While homeward bound one Christmas night I met a tiny form,
It was a little homeless lad out in the winter's storm;
The baby feet were bare and blue that tramped from door to door.
To try and beg a few pence as oft he'd done before.
A tattered bunch of rags and strings that none would ever miss,
Two little sunken cheeks so pale that never knew a kiss.
Two pleading, tearful eyes so red; he cried for food to eat,
A homeless child that knew no bed, an outcast in the street.
Chorus.
A tattered bunch of rags unblest, unshod, unwashed, uncombed;
A little form that knew no rest, wherever he had roamed;
Loved by none beneath the sun, his poor heart knew no joy;
No gentle friends, not even one, had this poor beggar boy,
Had this poor beggar boy.
I watched the trembling, feeble steps that sadly moved away;
A little bunch of misery that knew no Christmas day.
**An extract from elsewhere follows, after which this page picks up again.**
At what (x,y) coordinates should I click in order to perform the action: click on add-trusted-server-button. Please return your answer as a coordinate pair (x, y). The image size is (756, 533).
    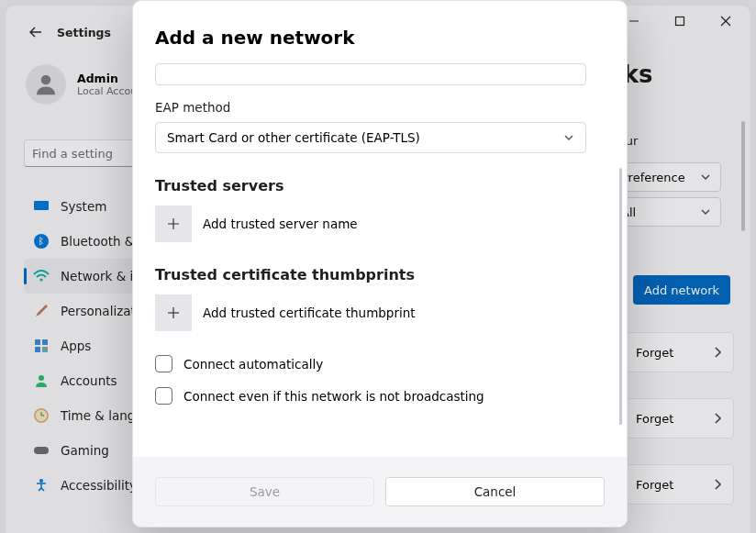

The world about him seemed so bright, for ev'rywhere he'd by®
A group of happy little ones around a glitt'ring tree.
He knelt beneath a window and offered up a prayer
That God might come and take him up above to mother dear.
His prayer was heard and answered, for next morn, at break of day,
There lay the little sufferer, but life had passed away.- Chorus.
Next moaning all the papers told of how a boy was found
Beneath a mansion window-ledge, fast frozen to the ground.
I read it to my little ones, it's sadness made them cry, i
And even now the thought of it brings sadness to my eye.
It was a scene of mis'ry I never shall forget.
And all my thoughts in future will be tinged with vain regret.
But in the graveyard corner there's a tomb none would destroy,
Which bears these words upon its scroll, "Best here, thou beggar boy." -Cho.